> What is needed
Restate word for word the lines of the data below, from the first through the one that has "The width and".

[Opening Extracted material section]

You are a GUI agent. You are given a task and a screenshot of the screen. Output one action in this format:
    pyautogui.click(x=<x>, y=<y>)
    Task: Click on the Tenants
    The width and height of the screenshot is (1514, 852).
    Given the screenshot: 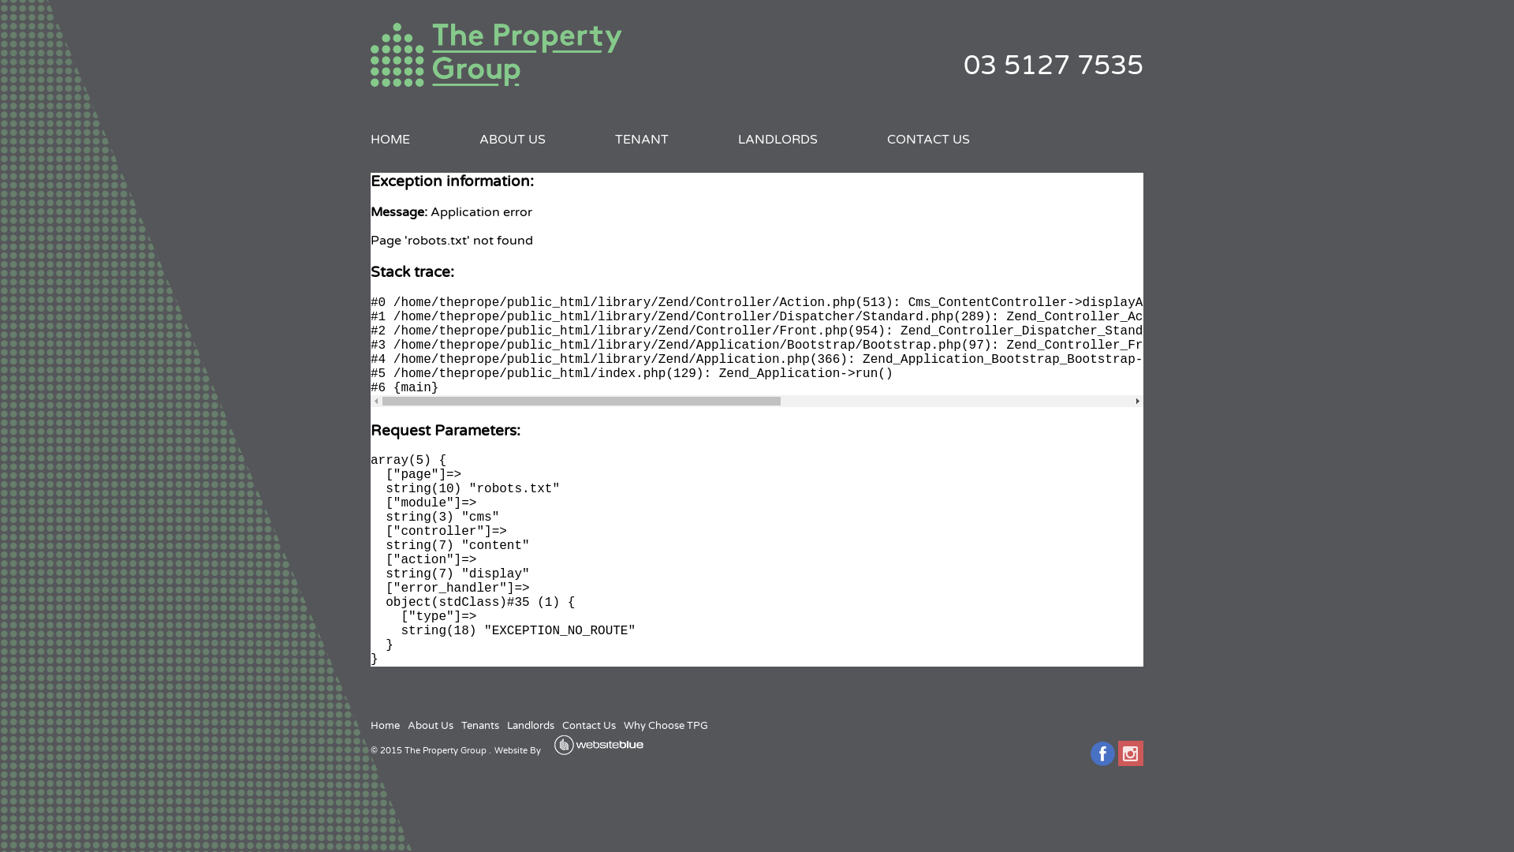 What is the action you would take?
    pyautogui.click(x=480, y=725)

[Closing Extracted material section]

> Response to the task
You are a GUI agent. You are given a task and a screenshot of the screen. Output one action in this format:
    pyautogui.click(x=<x>, y=<y>)
    Task: Click on the Tenants
    The width and height of the screenshot is (1514, 852).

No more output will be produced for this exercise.